Rehabilitation following osteochondral injury to the knee: my study notes

Articular Cartilage Lesions

  • Why are articular cartilage lesions challenging for the medical field to treat?
    • Without intervention, they have no healing potential
  • What are the components of articular cartilage?
    • Chondrocytes (maintenance; increase when injured)
    • Collagen (structure)
    • Ground substance (elasticity; increase when injured)
    • Water (lends flexibility, because the water is extracellular and moves when compressed
  • What are the surgical options?
    • Debridement
    • Drilling
    • Abrasion arthroplasty
    • Microfracture
    • Osteochondral Autograft Trasplantation (OATS)
    • Autologous Chondrocyte Implantation (ACI

Microfracture

  • What are the benefits of Microfracture?
    • Less technical
    • Cheap
    • Good for small lesions and young pts
    • Can do further surgeries without much damage
  • Why is there a period of NWB following microfracture?
    • The healing times for chondral defects are not well known, so we are conservative with them
    • 6 weeks the repair is limited; 12 weeks there is more mature cartilage
  • What influences the rehabilitation program?
    • Anatomic location
    • Size of defect
    • Age of patient
    • BMI
    • Prior activity level

  • Protocol for femoral condyles or tibial plateau?
    • Crutches 6-8 weeks, TTWB; CPM?
      • PT exercises
        • Quad sets
        • 4-way SLR
        • Wall slides
        • Ankle pumps
        • Core stability
      • Patellar mobilizations, self-mobs
      • Biking without resistance, week 2, or aquatic therapy
    • Weeks 8-12 WBAT to train normal gait pattern
      • Resistance bike, walking, elliptical once pain-free
      • Endurance
        of Quads, HS, Calf, Glute, Core
    • Weeks 12-16
      • Agility on soft surfaces
    • Week 16+
      • Return to weight training
  • When can you return the athlete to running, skiing, basketball, soccer, or football?
    • 6-9 months
    • Longer for jumping, cutting, twisting
  • Protocol differences for trochlear groove or patella?
    • Difference: pts put in
      brace
      ROM 0-30° For 8 weeks to prevent median ridge of patella from engaging the trochlear groove
    • WBAT 2 weeks after surgery in brace
    • Passive ROM can be full
    • The angle of the patella engaging the groove is avoided for 4-6 months with strengthening.
  • What are athletic results of trochlear/patellar microfracture?
    • 77% return to elite level (young do better)
    • 2 years of significant improvement
    • After 5 years, half have some decline – the repaired tissue may be less resilient

OATS

  • What is it?
    • Osteochondral Autograft Transplantation (aka mosaicplasty) takes plugs of bone with articular cartilage on them from NWB parts of the knee (peripheral fem condyle) to the affected site.
  • What are the limitations?
    • Donor has to have enough tissue to use
    • Small 1-4cm^2 lesion
    • Plugs can only be 10mm deep
  • What’s it usually used for?
    • Femoral condylar lesion without any issue in meniscus, and no degeneration
  • How does rehab differ from microfractue?
    • Can use progressive overload based on patient’s tolerance
    • Less change of degeneration
  • What point in knee flexion do most articular lesions occur?
    • 30°-70° flexion
    • The fem condyles and tibial plateau are in constant articulation with roll and glide, and anterior shearing forces
  • Why does a meniscus lesion change rehab?
    • Slow things down
    • The tibiofemoral contact area is decreased
    • The stress on the articulation is therefore greater
  • How does the patella articulate with the trochlea at different angles?
    • 10°-20° flexion, inferior patella articulates
    • 30° flexion, odd facets
    • 60° flexion, middle facets on trochlea; superior facets on femoral condyles
  • How does the contact area of the patellofemoral joint change with flexion?
    • More flexion is greater contact area
  • How long is NWB after OATS?
    • Two weeks
  • When can WBAT start
    • Weeks 6-8 based on subchondral integration times
  • What forces should be protected against with condylar lesions vs patellofemoral lesions?
    • Tibiofemoral lesions be careful with compression
    • Patellofemoral lesions be careful with shearing
  • What will patients get right after surgery? (2)
    • Knee orthotic locked in extension
    • 6-8 hours per day CPM 0-60°; or 500 wall slides per day
  • How is ROM progressed?


ACI

  • What is it?

    Autologous Chondrocyte Implantation takes a few cells from the NWB superomedial edge of the trochlea and cultures them in a lab before reimplanting

  • Who is it good for?
    • Motivated, compliant, and young patient who’s already tried microfracture or mosaicplasty

  • How long does it takes the cartilage cells to adhere to bone?
    • First 6 weeks
  • What is done during that time for the patient?
    • TTWB
    • CPM
  • What does the protocol look like?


To do: Everything in the records below is to be reproduced exactly, apart from the images.

Provided information:
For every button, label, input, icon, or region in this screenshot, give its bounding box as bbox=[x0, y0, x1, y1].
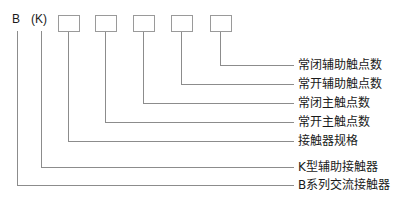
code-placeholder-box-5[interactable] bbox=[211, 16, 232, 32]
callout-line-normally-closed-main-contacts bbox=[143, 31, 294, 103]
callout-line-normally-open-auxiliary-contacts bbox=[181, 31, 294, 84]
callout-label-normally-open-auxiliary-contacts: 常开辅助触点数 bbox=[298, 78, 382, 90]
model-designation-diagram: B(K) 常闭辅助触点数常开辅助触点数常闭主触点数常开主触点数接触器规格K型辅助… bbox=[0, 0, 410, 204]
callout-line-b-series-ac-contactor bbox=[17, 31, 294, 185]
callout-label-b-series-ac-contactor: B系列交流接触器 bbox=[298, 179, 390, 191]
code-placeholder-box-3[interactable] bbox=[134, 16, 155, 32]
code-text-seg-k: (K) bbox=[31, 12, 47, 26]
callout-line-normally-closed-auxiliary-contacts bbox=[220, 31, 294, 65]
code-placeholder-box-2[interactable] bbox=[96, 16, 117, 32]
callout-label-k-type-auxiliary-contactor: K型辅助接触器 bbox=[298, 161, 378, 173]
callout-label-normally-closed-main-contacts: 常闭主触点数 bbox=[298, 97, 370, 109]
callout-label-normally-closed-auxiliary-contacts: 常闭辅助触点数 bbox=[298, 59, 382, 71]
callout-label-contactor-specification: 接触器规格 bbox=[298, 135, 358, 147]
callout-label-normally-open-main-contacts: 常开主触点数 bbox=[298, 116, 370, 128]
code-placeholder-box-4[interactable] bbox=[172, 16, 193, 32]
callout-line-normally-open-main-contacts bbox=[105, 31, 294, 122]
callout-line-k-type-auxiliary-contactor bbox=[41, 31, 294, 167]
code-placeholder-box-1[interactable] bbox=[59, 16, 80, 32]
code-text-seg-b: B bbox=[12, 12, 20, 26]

Problem solution:
For every button, label, input, icon, or region in this screenshot, give its bounding box as bbox=[x0, y0, x1, y1].
code-placeholder-box-5[interactable] bbox=[211, 16, 232, 32]
callout-line-normally-closed-main-contacts bbox=[143, 31, 294, 103]
callout-line-normally-open-auxiliary-contacts bbox=[181, 31, 294, 84]
callout-label-normally-open-auxiliary-contacts: 常开辅助触点数 bbox=[298, 78, 382, 90]
model-designation-diagram: B(K) 常闭辅助触点数常开辅助触点数常闭主触点数常开主触点数接触器规格K型辅助… bbox=[0, 0, 410, 204]
callout-line-b-series-ac-contactor bbox=[17, 31, 294, 185]
callout-label-b-series-ac-contactor: B系列交流接触器 bbox=[298, 179, 390, 191]
code-placeholder-box-3[interactable] bbox=[134, 16, 155, 32]
code-text-seg-k: (K) bbox=[31, 12, 47, 26]
callout-line-normally-closed-auxiliary-contacts bbox=[220, 31, 294, 65]
code-placeholder-box-2[interactable] bbox=[96, 16, 117, 32]
callout-label-k-type-auxiliary-contactor: K型辅助接触器 bbox=[298, 161, 378, 173]
callout-label-normally-closed-main-contacts: 常闭主触点数 bbox=[298, 97, 370, 109]
callout-label-normally-closed-auxiliary-contacts: 常闭辅助触点数 bbox=[298, 59, 382, 71]
callout-label-contactor-specification: 接触器规格 bbox=[298, 135, 358, 147]
callout-label-normally-open-main-contacts: 常开主触点数 bbox=[298, 116, 370, 128]
code-placeholder-box-4[interactable] bbox=[172, 16, 193, 32]
callout-line-normally-open-main-contacts bbox=[105, 31, 294, 122]
callout-line-k-type-auxiliary-contactor bbox=[41, 31, 294, 167]
code-placeholder-box-1[interactable] bbox=[59, 16, 80, 32]
code-text-seg-b: B bbox=[12, 12, 20, 26]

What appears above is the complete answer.